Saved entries
------------------------

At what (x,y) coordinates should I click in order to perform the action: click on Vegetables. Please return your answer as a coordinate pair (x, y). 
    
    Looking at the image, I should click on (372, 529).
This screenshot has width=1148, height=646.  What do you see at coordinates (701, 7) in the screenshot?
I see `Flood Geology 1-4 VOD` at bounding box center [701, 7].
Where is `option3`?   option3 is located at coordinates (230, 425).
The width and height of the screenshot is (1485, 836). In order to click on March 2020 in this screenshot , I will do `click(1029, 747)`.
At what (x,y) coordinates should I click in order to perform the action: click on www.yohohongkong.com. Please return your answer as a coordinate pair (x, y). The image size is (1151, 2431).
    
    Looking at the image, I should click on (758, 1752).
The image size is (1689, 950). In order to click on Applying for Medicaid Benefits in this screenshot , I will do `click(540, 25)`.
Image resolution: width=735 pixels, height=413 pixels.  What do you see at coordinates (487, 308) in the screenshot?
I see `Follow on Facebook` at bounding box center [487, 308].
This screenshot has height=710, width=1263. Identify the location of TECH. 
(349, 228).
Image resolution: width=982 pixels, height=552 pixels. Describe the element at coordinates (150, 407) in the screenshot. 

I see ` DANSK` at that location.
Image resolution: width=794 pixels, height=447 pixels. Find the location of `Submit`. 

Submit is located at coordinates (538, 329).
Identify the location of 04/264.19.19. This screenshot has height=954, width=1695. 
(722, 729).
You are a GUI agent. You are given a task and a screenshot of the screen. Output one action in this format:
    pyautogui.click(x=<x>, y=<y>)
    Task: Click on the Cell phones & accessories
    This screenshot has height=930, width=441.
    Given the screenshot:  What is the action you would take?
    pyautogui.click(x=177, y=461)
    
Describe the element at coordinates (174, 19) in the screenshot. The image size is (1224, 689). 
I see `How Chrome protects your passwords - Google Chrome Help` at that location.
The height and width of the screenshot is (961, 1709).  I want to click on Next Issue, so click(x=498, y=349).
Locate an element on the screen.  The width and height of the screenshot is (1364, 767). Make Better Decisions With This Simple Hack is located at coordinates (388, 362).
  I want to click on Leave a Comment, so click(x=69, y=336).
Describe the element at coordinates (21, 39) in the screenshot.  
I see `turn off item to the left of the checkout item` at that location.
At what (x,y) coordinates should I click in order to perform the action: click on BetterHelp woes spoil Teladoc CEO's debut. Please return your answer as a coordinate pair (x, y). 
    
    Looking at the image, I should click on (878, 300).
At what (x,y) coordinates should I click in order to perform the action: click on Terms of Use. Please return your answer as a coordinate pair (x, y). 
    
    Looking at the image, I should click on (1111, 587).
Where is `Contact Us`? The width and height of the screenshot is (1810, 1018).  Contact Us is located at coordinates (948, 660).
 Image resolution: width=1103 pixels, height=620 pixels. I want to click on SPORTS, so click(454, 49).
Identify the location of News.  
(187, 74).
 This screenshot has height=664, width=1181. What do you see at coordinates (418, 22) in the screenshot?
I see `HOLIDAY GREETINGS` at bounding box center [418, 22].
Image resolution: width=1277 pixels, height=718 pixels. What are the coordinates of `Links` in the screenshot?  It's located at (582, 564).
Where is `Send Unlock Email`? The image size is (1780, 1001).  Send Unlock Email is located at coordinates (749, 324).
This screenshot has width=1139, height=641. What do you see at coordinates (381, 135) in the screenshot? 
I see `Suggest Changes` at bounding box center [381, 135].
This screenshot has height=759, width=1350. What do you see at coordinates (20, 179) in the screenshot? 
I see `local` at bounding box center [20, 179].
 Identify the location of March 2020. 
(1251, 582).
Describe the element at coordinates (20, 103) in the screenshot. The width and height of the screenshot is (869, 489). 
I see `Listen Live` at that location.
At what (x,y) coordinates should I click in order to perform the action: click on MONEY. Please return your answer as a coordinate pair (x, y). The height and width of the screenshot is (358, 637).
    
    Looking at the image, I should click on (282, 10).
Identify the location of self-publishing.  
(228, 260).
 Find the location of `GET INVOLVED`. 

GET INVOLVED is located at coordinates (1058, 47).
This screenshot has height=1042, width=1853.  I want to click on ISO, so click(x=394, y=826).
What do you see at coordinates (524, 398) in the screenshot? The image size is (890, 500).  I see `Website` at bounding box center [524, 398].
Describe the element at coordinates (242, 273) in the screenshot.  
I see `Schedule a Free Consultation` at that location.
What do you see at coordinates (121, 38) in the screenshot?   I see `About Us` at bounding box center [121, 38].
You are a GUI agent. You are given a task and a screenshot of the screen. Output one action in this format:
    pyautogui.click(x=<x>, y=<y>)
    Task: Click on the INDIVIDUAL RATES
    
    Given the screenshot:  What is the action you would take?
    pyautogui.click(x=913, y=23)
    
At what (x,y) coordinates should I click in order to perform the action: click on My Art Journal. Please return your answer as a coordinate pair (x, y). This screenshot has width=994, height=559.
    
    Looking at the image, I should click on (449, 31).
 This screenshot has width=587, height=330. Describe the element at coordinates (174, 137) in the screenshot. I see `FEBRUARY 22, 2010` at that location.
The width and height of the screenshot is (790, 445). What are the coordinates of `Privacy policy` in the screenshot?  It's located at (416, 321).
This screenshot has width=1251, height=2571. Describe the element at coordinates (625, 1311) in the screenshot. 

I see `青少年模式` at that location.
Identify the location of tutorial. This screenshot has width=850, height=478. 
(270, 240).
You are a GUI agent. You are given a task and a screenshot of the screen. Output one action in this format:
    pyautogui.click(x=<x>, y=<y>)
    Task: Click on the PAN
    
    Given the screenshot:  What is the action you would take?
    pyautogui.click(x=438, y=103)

------------------------

• **GOAL OF THE EXERCISE**: Copy the data. Make sure every line matches exactly.

• **ANSWER SECTION**:
At what (x,y) coordinates should I click in order to perform the action: click on Vegetables. Please return your answer as a coordinate pair (x, y). 
    
    Looking at the image, I should click on (372, 529).
This screenshot has width=1148, height=646.  What do you see at coordinates (701, 7) in the screenshot?
I see `Flood Geology 1-4 VOD` at bounding box center [701, 7].
Where is `option3`?   option3 is located at coordinates (230, 425).
The width and height of the screenshot is (1485, 836). In order to click on March 2020 in this screenshot , I will do `click(1029, 747)`.
At what (x,y) coordinates should I click in order to perform the action: click on www.yohohongkong.com. Please return your answer as a coordinate pair (x, y). The image size is (1151, 2431).
    
    Looking at the image, I should click on (758, 1752).
The image size is (1689, 950). In order to click on Applying for Medicaid Benefits in this screenshot , I will do `click(540, 25)`.
Image resolution: width=735 pixels, height=413 pixels.  What do you see at coordinates (487, 308) in the screenshot?
I see `Follow on Facebook` at bounding box center [487, 308].
This screenshot has height=710, width=1263. Identify the location of TECH. 
(349, 228).
Image resolution: width=982 pixels, height=552 pixels. Describe the element at coordinates (150, 407) in the screenshot. 

I see ` DANSK` at that location.
Image resolution: width=794 pixels, height=447 pixels. Find the location of `Submit`. 

Submit is located at coordinates (538, 329).
Identify the location of 04/264.19.19. This screenshot has height=954, width=1695. 
(722, 729).
You are a GUI agent. You are given a task and a screenshot of the screen. Output one action in this format:
    pyautogui.click(x=<x>, y=<y>)
    Task: Click on the Cell phones & accessories
    This screenshot has height=930, width=441.
    Given the screenshot:  What is the action you would take?
    pyautogui.click(x=177, y=461)
    
Describe the element at coordinates (174, 19) in the screenshot. The image size is (1224, 689). 
I see `How Chrome protects your passwords - Google Chrome Help` at that location.
The height and width of the screenshot is (961, 1709).  I want to click on Next Issue, so click(x=498, y=349).
Locate an element on the screen.  The width and height of the screenshot is (1364, 767). Make Better Decisions With This Simple Hack is located at coordinates (388, 362).
  I want to click on Leave a Comment, so click(x=69, y=336).
Describe the element at coordinates (21, 39) in the screenshot.  
I see `turn off item to the left of the checkout item` at that location.
At what (x,y) coordinates should I click in order to perform the action: click on BetterHelp woes spoil Teladoc CEO's debut. Please return your answer as a coordinate pair (x, y). 
    
    Looking at the image, I should click on (878, 300).
At what (x,y) coordinates should I click in order to perform the action: click on Terms of Use. Please return your answer as a coordinate pair (x, y). 
    
    Looking at the image, I should click on (1111, 587).
Where is `Contact Us`? The width and height of the screenshot is (1810, 1018).  Contact Us is located at coordinates (948, 660).
 Image resolution: width=1103 pixels, height=620 pixels. I want to click on SPORTS, so click(454, 49).
Identify the location of News.  
(187, 74).
 This screenshot has height=664, width=1181. What do you see at coordinates (418, 22) in the screenshot?
I see `HOLIDAY GREETINGS` at bounding box center [418, 22].
Image resolution: width=1277 pixels, height=718 pixels. What are the coordinates of `Links` in the screenshot?  It's located at (582, 564).
Where is `Send Unlock Email`? The image size is (1780, 1001).  Send Unlock Email is located at coordinates (749, 324).
This screenshot has width=1139, height=641. What do you see at coordinates (381, 135) in the screenshot? 
I see `Suggest Changes` at bounding box center [381, 135].
This screenshot has height=759, width=1350. What do you see at coordinates (20, 179) in the screenshot? 
I see `local` at bounding box center [20, 179].
 Identify the location of March 2020. 
(1251, 582).
Describe the element at coordinates (20, 103) in the screenshot. The width and height of the screenshot is (869, 489). 
I see `Listen Live` at that location.
At what (x,y) coordinates should I click in order to perform the action: click on MONEY. Please return your answer as a coordinate pair (x, y). The height and width of the screenshot is (358, 637).
    
    Looking at the image, I should click on (282, 10).
Identify the location of self-publishing.  
(228, 260).
 Find the location of `GET INVOLVED`. 

GET INVOLVED is located at coordinates (1058, 47).
This screenshot has height=1042, width=1853.  I want to click on ISO, so click(x=394, y=826).
What do you see at coordinates (524, 398) in the screenshot? The image size is (890, 500).  I see `Website` at bounding box center [524, 398].
Describe the element at coordinates (242, 273) in the screenshot.  
I see `Schedule a Free Consultation` at that location.
What do you see at coordinates (121, 38) in the screenshot?   I see `About Us` at bounding box center [121, 38].
You are a GUI agent. You are given a task and a screenshot of the screen. Output one action in this format:
    pyautogui.click(x=<x>, y=<y>)
    Task: Click on the INDIVIDUAL RATES
    
    Given the screenshot:  What is the action you would take?
    pyautogui.click(x=913, y=23)
    
At what (x,y) coordinates should I click in order to perform the action: click on My Art Journal. Please return your answer as a coordinate pair (x, y). This screenshot has width=994, height=559.
    
    Looking at the image, I should click on (449, 31).
 This screenshot has width=587, height=330. Describe the element at coordinates (174, 137) in the screenshot. I see `FEBRUARY 22, 2010` at that location.
The width and height of the screenshot is (790, 445). What are the coordinates of `Privacy policy` in the screenshot?  It's located at (416, 321).
This screenshot has width=1251, height=2571. Describe the element at coordinates (625, 1311) in the screenshot. 

I see `青少年模式` at that location.
Identify the location of tutorial. This screenshot has width=850, height=478. 
(270, 240).
You are a GUI agent. You are given a task and a screenshot of the screen. Output one action in this format:
    pyautogui.click(x=<x>, y=<y>)
    Task: Click on the PAN
    
    Given the screenshot:  What is the action you would take?
    pyautogui.click(x=438, y=103)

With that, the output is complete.